Why does rotating both input and kernel not give rotated output in conv2d?

Hi,

I have the following minimal code example:

import torch 
import torch.nn.functional as F  

x = torch.rand(1 , 1, 100, 100) - 0.5 
w = torch.rand(1 , 1, 5, 5) - 0.5  
y1 = F.conv2d(x, w, stride=1, padding=0)  
x90 = torch.rot90(x, 1, (2,3)) 
w90 = torch.rot90(w, 1, (2,3)) 
y2 = F.conv2d(x90, w90, stride=1, padding=0)  
y1_rot = torch.rot90(y1, 1, (2,3))  
print(torch.allclose(y2, y1_rot))  # returns False  

My expectation:

  • If I rotate the input by 90° and also rotate the kernel by 90°, then apply convolution, the result should be the rotated version of the original convolution output.

  • In other words, I expected y2 == rot90(y1) up to floating point tolerance.

But in practice the code prints False.

Is this behavior expected in torch.nn.functional.conv2d?

Thanks in advance!

The testing thresholds might be too strict as it seems the allclose check passes with atol=1e-7.

1 Like

Thanks! You’re right.
In this case it was the threshold. Previously I had larger differences due to the stride (2,2) when the image had even dimensions.

Now the differences are very small, which are negligible in a single layer, but become more important when stacking multiple layers.

Something that caught my attention is that the cosine similarity is always greater between 180° rotations than between 90° rotations. Any idea how to analyze this?

Thanks again!

Here’s an example where you can see the behavior I mentioned before.

import numpy as np
import torch
import torch.nn.functional as F
from matplotlib import pyplot as plt
import seaborn as sns

s = 1
p = 0
err = np.zeros((4,4))

for a in range(1000):
  x0 = torch.rand(1 , 1, 100, 100)-0.5
  x90 = torch.rot90(x0, 1, (2,3))
  x180 = torch.rot90(x0, 2, (2,3))
  x270 = torch.rot90(x0, 3, (2,3))

  w0 = torch.rand(1 , 1, 5, 5)-0.5
  w90 = torch.rot90(w0, 1, (2,3))
  w180 = torch.rot90(w0, 2, (2,3))
  w270 = torch.rot90(w0, 3, (2,3))

  y0 = F.conv2d(x0, w0, stride=s, padding=p)
  y90 = F.conv2d(x90, w90, stride=s, padding=p)
  y180 = F.conv2d(x180, w180, stride=s, padding=p)
  y270 = F.conv2d(x270, w270, stride=s, padding=p)

  y90_r = torch.rot90(y90, -1, (2,3))
  y180_r = torch.rot90(y180, -2, (2,3))
  y270_r = torch.rot90(y270, -3, (2,3))

  outputs = [y0, y90_r, y180_r, y270_r]
  for i in range(4):
    for j in range(4):
      err[i,j] = err[i,j] + torch.abs(outputs[i] - outputs[j]).sum()
print(err)
plt.figure(figsize=(3,3))
sns.heatmap(err, cmap='gray', cbar=False)
plt.show()

You’ll always see the same pattern show up in the error matrix. The largest errors are at (0,2) and (1,3).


What you are asked to do ->
In the entries below, how many lines contain "this"? Answer with the number and nothing else.

───── Records supplied

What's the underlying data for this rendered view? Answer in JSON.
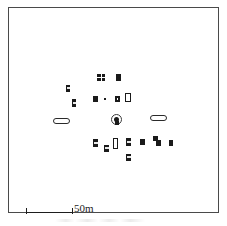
{
  "figure": {
    "width": 227,
    "height": 226,
    "background_color": "#ffffff",
    "frame_color": "#4a4a4a"
  },
  "scalebar": {
    "label": "50m",
    "bar_length_px": 47,
    "represents_meters": 50,
    "tick_style": "end-ticks",
    "color": "#1d1d1d"
  },
  "chart_data": {
    "type": "scatter",
    "subtitle": "",
    "xlabel": "",
    "ylabel": "",
    "grid": false,
    "legend_position": "none",
    "units": "meters",
    "scale_label": "50m",
    "axis_visible": false,
    "frame": true,
    "xlim": [
      0,
      211
    ],
    "ylim": [
      0,
      206
    ],
    "note": "Plan view of structures; coordinates are plot-area pixel positions with origin at the frame top-left.",
    "markers": [
      {
        "id": "s01",
        "style": "grid",
        "x": 88,
        "y": 66,
        "w": 8,
        "h": 7
      },
      {
        "id": "s02",
        "style": "solid",
        "x": 107,
        "y": 66,
        "w": 5,
        "h": 7
      },
      {
        "id": "s03",
        "style": "split",
        "x": 57,
        "y": 77,
        "w": 4,
        "h": 7
      },
      {
        "id": "s04",
        "style": "split",
        "x": 63,
        "y": 91,
        "w": 4,
        "h": 8
      },
      {
        "id": "s05",
        "style": "solid",
        "x": 84,
        "y": 88,
        "w": 5,
        "h": 6
      },
      {
        "id": "s06",
        "style": "solid",
        "x": 95,
        "y": 90,
        "w": 2,
        "h": 2
      },
      {
        "id": "s07",
        "style": "dot",
        "x": 106,
        "y": 88,
        "w": 5,
        "h": 6
      },
      {
        "id": "s08",
        "style": "hollow",
        "x": 116,
        "y": 85,
        "w": 6,
        "h": 9
      },
      {
        "id": "s09",
        "style": "stadium",
        "x": 44,
        "y": 110,
        "w": 17,
        "h": 6
      },
      {
        "id": "s10",
        "style": "circled",
        "x": 102,
        "y": 106,
        "w": 11,
        "h": 11
      },
      {
        "id": "s11",
        "style": "stadium",
        "x": 141,
        "y": 107,
        "w": 17,
        "h": 6
      },
      {
        "id": "s12",
        "style": "split",
        "x": 84,
        "y": 131,
        "w": 5,
        "h": 8
      },
      {
        "id": "s13",
        "style": "split",
        "x": 95,
        "y": 137,
        "w": 5,
        "h": 7
      },
      {
        "id": "s14",
        "style": "hollow",
        "x": 104,
        "y": 130,
        "w": 5,
        "h": 11
      },
      {
        "id": "s15",
        "style": "split",
        "x": 117,
        "y": 130,
        "w": 5,
        "h": 8
      },
      {
        "id": "s16",
        "style": "solid",
        "x": 131,
        "y": 131,
        "w": 5,
        "h": 6
      },
      {
        "id": "s17",
        "style": "solid",
        "x": 144,
        "y": 128,
        "w": 5,
        "h": 5
      },
      {
        "id": "s18",
        "style": "solid",
        "x": 147,
        "y": 132,
        "w": 5,
        "h": 6
      },
      {
        "id": "s19",
        "style": "solid",
        "x": 160,
        "y": 132,
        "w": 4,
        "h": 6
      },
      {
        "id": "s20",
        "style": "split",
        "x": 117,
        "y": 146,
        "w": 5,
        "h": 7
      }
    ]
  }
}
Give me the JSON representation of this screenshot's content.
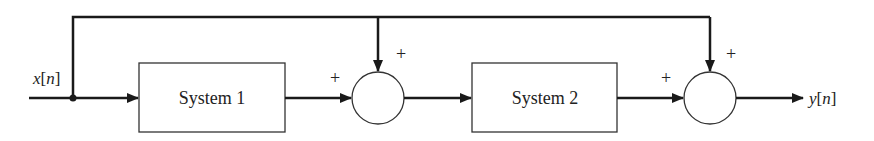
{
  "diagram": {
    "type": "block-diagram",
    "input": {
      "var": "x",
      "idx": "n",
      "open": "[",
      "close": "]"
    },
    "output": {
      "var": "y",
      "idx": "n",
      "open": "[",
      "close": "]"
    },
    "blocks": [
      {
        "id": "system-1",
        "label": "System 1"
      },
      {
        "id": "system-2",
        "label": "System 2"
      }
    ],
    "summers": [
      {
        "id": "summer-1",
        "signs": {
          "left": "+",
          "top": "+"
        }
      },
      {
        "id": "summer-2",
        "signs": {
          "left": "+",
          "top": "+"
        }
      }
    ],
    "connections": [
      "x[n] -> System 1",
      "System 1 -> summer-1 (+)",
      "x[n] -> summer-1 (+) via top feedforward",
      "summer-1 -> System 2",
      "System 2 -> summer-2 (+)",
      "x[n] -> summer-2 (+) via top feedforward",
      "summer-2 -> y[n]"
    ],
    "colors": {
      "stroke": "#1a1a1a",
      "background": "#ffffff"
    }
  }
}
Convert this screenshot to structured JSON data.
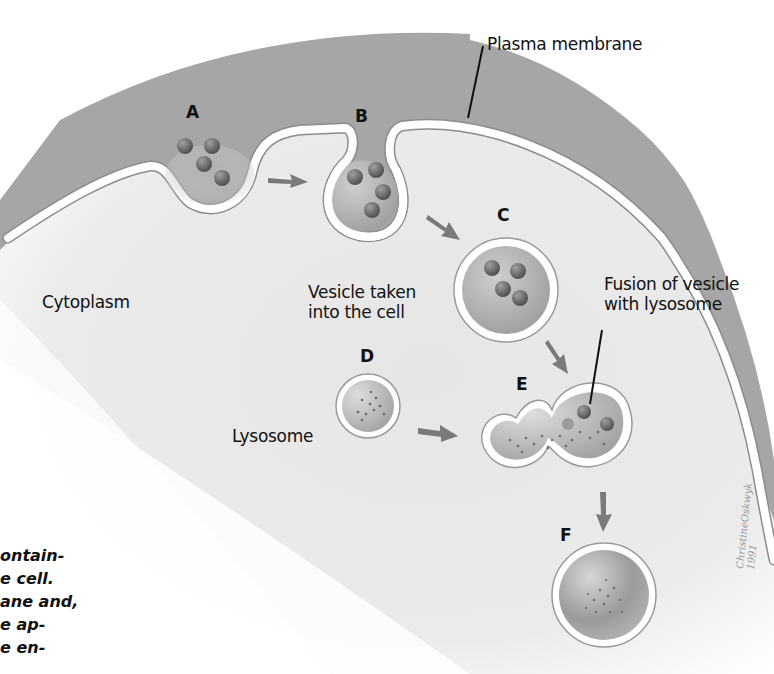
{
  "figure": {
    "colors": {
      "background": "#ffffff",
      "cytoplasm": "#e9e9e9",
      "extracellular": "#a3a3a3",
      "membrane": "#ffffff",
      "membrane_edge": "#8a8a8a",
      "vesicle_fill": "#b8b8b8",
      "particle": "#6e6e6e",
      "arrow": "#7a7a7a",
      "text": "#111111"
    },
    "steps": [
      {
        "id": "A",
        "label": "A",
        "desc": "Particles approach invaginating plasma membrane"
      },
      {
        "id": "B",
        "label": "B",
        "desc": "Membrane pinches around particles"
      },
      {
        "id": "C",
        "label": "C",
        "desc": "Vesicle taken into the cell"
      },
      {
        "id": "D",
        "label": "D",
        "desc": "Lysosome"
      },
      {
        "id": "E",
        "label": "E",
        "desc": "Fusion of vesicle with lysosome"
      },
      {
        "id": "F",
        "label": "F",
        "desc": "Digested contents"
      }
    ],
    "labels": {
      "plasma_membrane": "Plasma membrane",
      "cytoplasm": "Cytoplasm",
      "vesicle_line1": "Vesicle taken",
      "vesicle_line2": "into the cell",
      "lysosome": "Lysosome",
      "fusion_line1": "Fusion of vesicle",
      "fusion_line2": "with lysosome"
    },
    "caption_fragment": [
      "ontain-",
      "e cell.",
      "ane and,",
      "e ap-",
      "e en-"
    ],
    "signature": "ChristineOskwyk 1991"
  }
}
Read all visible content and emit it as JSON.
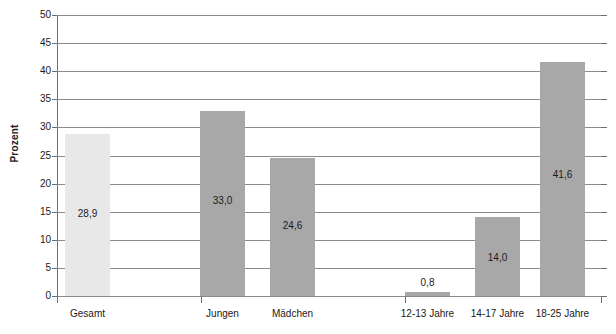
{
  "chart_data": {
    "type": "bar",
    "title": "",
    "subtitle": "",
    "xlabel": "",
    "ylabel": "Prozent",
    "ylim": [
      0,
      50
    ],
    "ytick_step": 5,
    "yticks": [
      "50",
      "45",
      "40",
      "35",
      "30",
      "25",
      "20",
      "15",
      "10",
      "5",
      "0"
    ],
    "grid": true,
    "legend": "none",
    "value_label_format": "comma-decimal",
    "categories": [
      "Gesamt",
      "Jungen",
      "Mädchen",
      "12-13 Jahre",
      "14-17 Jahre",
      "18-25 Jahre"
    ],
    "values": [
      28.9,
      33.0,
      24.6,
      0.8,
      14.0,
      41.6
    ],
    "value_labels": [
      "28,9",
      "33,0",
      "24,6",
      "0,8",
      "14,0",
      "41,6"
    ],
    "bar_colors": [
      "#e8e8e8",
      "#a8a8a8",
      "#a8a8a8",
      "#a8a8a8",
      "#a8a8a8",
      "#a8a8a8"
    ],
    "groups": [
      {
        "name": "Gesamt",
        "categories": [
          "Gesamt"
        ]
      },
      {
        "name": "Geschlecht",
        "categories": [
          "Jungen",
          "Mädchen"
        ]
      },
      {
        "name": "Alter",
        "categories": [
          "12-13 Jahre",
          "14-17 Jahre",
          "18-25 Jahre"
        ]
      }
    ]
  },
  "colors": {
    "bar_light": "#e8e8e8",
    "bar_dark": "#a8a8a8",
    "gridline": "#8c8c8c",
    "axis": "#6f6f6f",
    "text": "#1a1a1a",
    "background": "#ffffff"
  }
}
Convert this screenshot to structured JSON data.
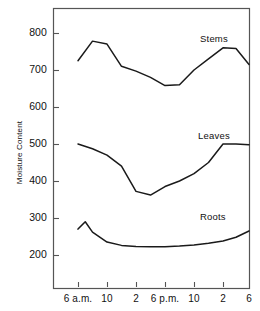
{
  "chart_data": {
    "type": "line",
    "title": "",
    "xlabel": "",
    "ylabel": "Moisture Content",
    "ylim": [
      150,
      860
    ],
    "xlim": [
      0,
      8
    ],
    "grid": false,
    "legend_position": "inline-labels",
    "y_ticks": [
      200,
      300,
      400,
      500,
      600,
      700,
      800
    ],
    "y_tick_labels": [
      "200",
      "300",
      "400",
      "500",
      "600",
      "700",
      "800"
    ],
    "x_ticks": [
      1,
      2,
      3,
      4,
      5,
      6,
      7
    ],
    "x_tick_labels": [
      "6 a.m.",
      "10",
      "2",
      "6 p.m.",
      "10",
      "2",
      "6"
    ],
    "series": [
      {
        "name": "Stems",
        "x": [
          1.0,
          1.5,
          2.0,
          2.5,
          3.0,
          3.5,
          4.0,
          4.5,
          5.0,
          5.5,
          6.0,
          6.5,
          7.0
        ],
        "values": [
          725,
          778,
          770,
          710,
          697,
          680,
          658,
          660,
          700,
          730,
          760,
          758,
          715
        ]
      },
      {
        "name": "Leaves",
        "x": [
          1.0,
          1.5,
          2.0,
          2.5,
          3.0,
          3.5,
          4.0,
          4.5,
          5.0,
          5.5,
          6.0,
          6.5,
          7.0
        ],
        "values": [
          500,
          487,
          470,
          440,
          372,
          362,
          385,
          400,
          420,
          450,
          500,
          500,
          498
        ]
      },
      {
        "name": "Roots",
        "x": [
          1.0,
          1.25,
          1.5,
          2.0,
          2.5,
          3.0,
          3.5,
          4.0,
          4.5,
          5.0,
          5.5,
          6.0,
          6.5,
          7.0
        ],
        "values": [
          270,
          290,
          262,
          235,
          226,
          223,
          222,
          222,
          224,
          227,
          232,
          238,
          248,
          265
        ]
      }
    ],
    "series_label_positions": [
      {
        "name": "Stems",
        "left": 200,
        "top": 33
      },
      {
        "name": "Leaves",
        "left": 198,
        "top": 130
      },
      {
        "name": "Roots",
        "left": 200,
        "top": 211
      }
    ],
    "colors": {
      "line": "#1a1a1a",
      "frame": "#555555",
      "text": "#111111"
    }
  },
  "plot_geometry": {
    "frame_left": 53,
    "frame_right": 249,
    "frame_top": 8,
    "frame_bottom": 288,
    "y_value_min": 200,
    "y_value_max": 800,
    "y_pixel_at_min": 255,
    "y_pixel_at_max": 33,
    "x_tick_pixels": [
      78,
      107,
      136,
      165,
      194,
      223,
      249
    ]
  }
}
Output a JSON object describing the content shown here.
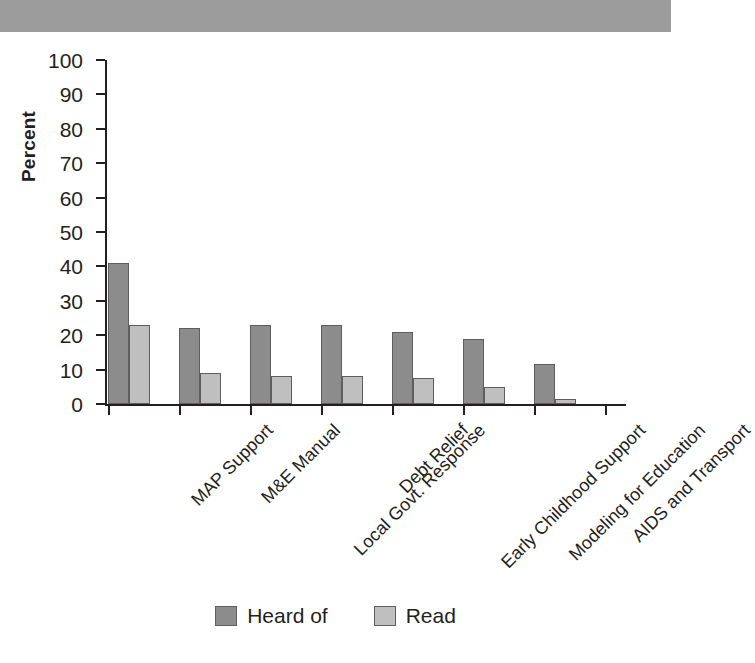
{
  "banner": {
    "label": "top-gray-band"
  },
  "chart_data": {
    "type": "bar",
    "title": "",
    "xlabel": "",
    "ylabel": "Percent",
    "ylim": [
      0,
      100
    ],
    "yticks": [
      0,
      10,
      20,
      30,
      40,
      50,
      60,
      70,
      80,
      90,
      100
    ],
    "grid": false,
    "legend_position": "bottom-center",
    "categories": [
      "MAP Support",
      "M&E Manual",
      "Local Govt. Response",
      "Debt Relief",
      "Early Childhood Support",
      "Modeling for Education",
      "AIDS and Transport"
    ],
    "series": [
      {
        "name": "Heard of",
        "color": "#8c8c8c",
        "values": [
          41,
          22,
          23,
          23,
          21,
          19,
          11.5
        ]
      },
      {
        "name": "Read",
        "color": "#bfbfbf",
        "values": [
          23,
          9,
          8,
          8,
          7.5,
          5,
          1.5
        ]
      }
    ]
  },
  "legend": {
    "entries": [
      {
        "label": "Heard of"
      },
      {
        "label": "Read"
      }
    ]
  }
}
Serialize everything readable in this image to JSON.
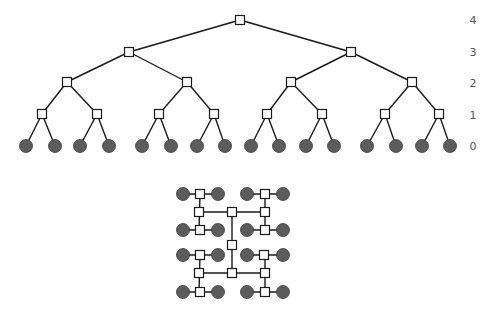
{
  "colors": {
    "edge": "#1a1a1a",
    "switch_fill": "#ffffff",
    "leaf_fill": "#5c5c5c",
    "label": "#555555"
  },
  "tree": {
    "level_labels": [
      {
        "text": "4",
        "y": 20
      },
      {
        "text": "3",
        "y": 52
      },
      {
        "text": "2",
        "y": 83
      },
      {
        "text": "1",
        "y": 115
      },
      {
        "text": "0",
        "y": 146
      }
    ],
    "label_x": 473,
    "levels": {
      "4": {
        "y": 20,
        "x": [
          240
        ]
      },
      "3": {
        "y": 52,
        "x": [
          129,
          351
        ]
      },
      "2": {
        "y": 82,
        "x": [
          67,
          187,
          291,
          412
        ]
      },
      "1": {
        "y": 114,
        "x": [
          42,
          97,
          159,
          214,
          267,
          322,
          385,
          439
        ]
      },
      "0": {
        "y": 146,
        "x": [
          26,
          55,
          80,
          109,
          142,
          171,
          197,
          225,
          251,
          279,
          306,
          334,
          367,
          396,
          422,
          450
        ]
      }
    }
  },
  "htree": {
    "switches": [
      [
        200,
        194
      ],
      [
        265,
        194
      ],
      [
        199,
        212
      ],
      [
        232,
        212
      ],
      [
        265,
        212
      ],
      [
        200,
        230
      ],
      [
        265,
        230
      ],
      [
        232,
        245
      ],
      [
        200,
        255
      ],
      [
        264,
        255
      ],
      [
        199,
        273
      ],
      [
        232,
        273
      ],
      [
        265,
        273
      ],
      [
        200,
        292
      ],
      [
        265,
        292
      ]
    ],
    "leaves": [
      [
        183,
        194
      ],
      [
        218,
        194
      ],
      [
        247,
        194
      ],
      [
        283,
        194
      ],
      [
        183,
        230
      ],
      [
        218,
        230
      ],
      [
        247,
        230
      ],
      [
        283,
        230
      ],
      [
        183,
        255
      ],
      [
        218,
        255
      ],
      [
        247,
        255
      ],
      [
        283,
        255
      ],
      [
        183,
        292
      ],
      [
        218,
        292
      ],
      [
        247,
        292
      ],
      [
        283,
        292
      ]
    ],
    "edges": [
      [
        183,
        194,
        218,
        194
      ],
      [
        247,
        194,
        283,
        194
      ],
      [
        183,
        230,
        218,
        230
      ],
      [
        247,
        230,
        283,
        230
      ],
      [
        183,
        255,
        218,
        255
      ],
      [
        247,
        255,
        283,
        255
      ],
      [
        183,
        292,
        218,
        292
      ],
      [
        247,
        292,
        283,
        292
      ],
      [
        200,
        194,
        199,
        230
      ],
      [
        265,
        194,
        265,
        230
      ],
      [
        199,
        212,
        265,
        212
      ],
      [
        200,
        255,
        199,
        292
      ],
      [
        265,
        255,
        265,
        292
      ],
      [
        199,
        273,
        265,
        273
      ],
      [
        232,
        212,
        232,
        273
      ]
    ]
  }
}
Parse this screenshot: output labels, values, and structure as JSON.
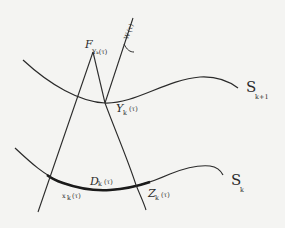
{
  "diagram": {
    "type": "geometric-sketch",
    "background": "#f4f4f2",
    "stroke_color": "#2a2a2a",
    "curves": [
      {
        "id": "S_k_plus_1",
        "label": "S",
        "subscript": "k+1"
      },
      {
        "id": "S_k",
        "label": "S",
        "subscript": "k"
      }
    ],
    "lines": [
      {
        "id": "F",
        "label": "F",
        "subscript": "Y_k(τ)"
      },
      {
        "id": "W",
        "label": "W",
        "subscript": "u",
        "superscript": "(τ)"
      }
    ],
    "points": [
      {
        "id": "Y",
        "label": "Y",
        "subscript": "k",
        "arg": "(τ)"
      },
      {
        "id": "X",
        "label": "x",
        "subscript": "k",
        "arg": "(τ)"
      },
      {
        "id": "Z",
        "label": "Z",
        "subscript": "k",
        "arg": "(τ)"
      }
    ],
    "segment": {
      "id": "D",
      "label": "D",
      "subscript": "k",
      "arg": "(τ)"
    },
    "texts": {
      "F": "F",
      "F_sub": "Yₖ(τ)",
      "W": "W",
      "W_sup": "u",
      "W_arg": "(τ)",
      "Y": "Y",
      "Y_sub": "k",
      "Y_arg": "(τ)",
      "X": "x",
      "X_sub": "k",
      "X_arg": "(τ)",
      "Z": "Z",
      "Z_sub": "k",
      "Z_arg": "(τ)",
      "D": "D",
      "D_sub": "k",
      "D_arg": "(τ)",
      "S_top": "S",
      "S_top_sub": "k+1",
      "S_bot": "S",
      "S_bot_sub": "k"
    }
  }
}
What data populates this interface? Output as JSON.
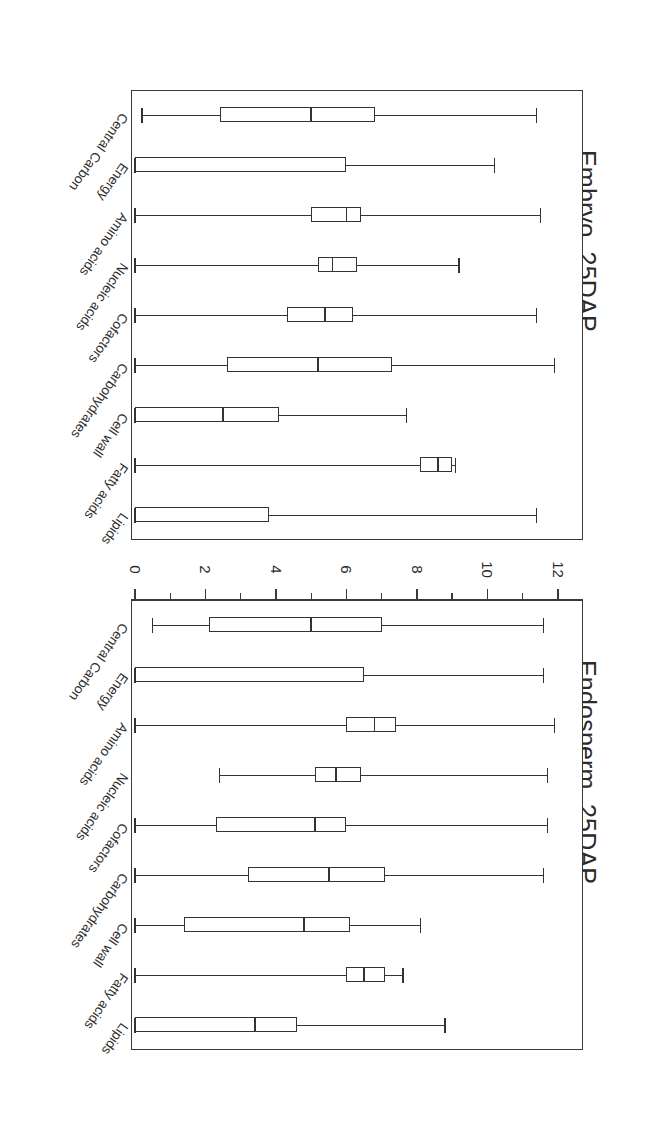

──────────

Answer below ->
7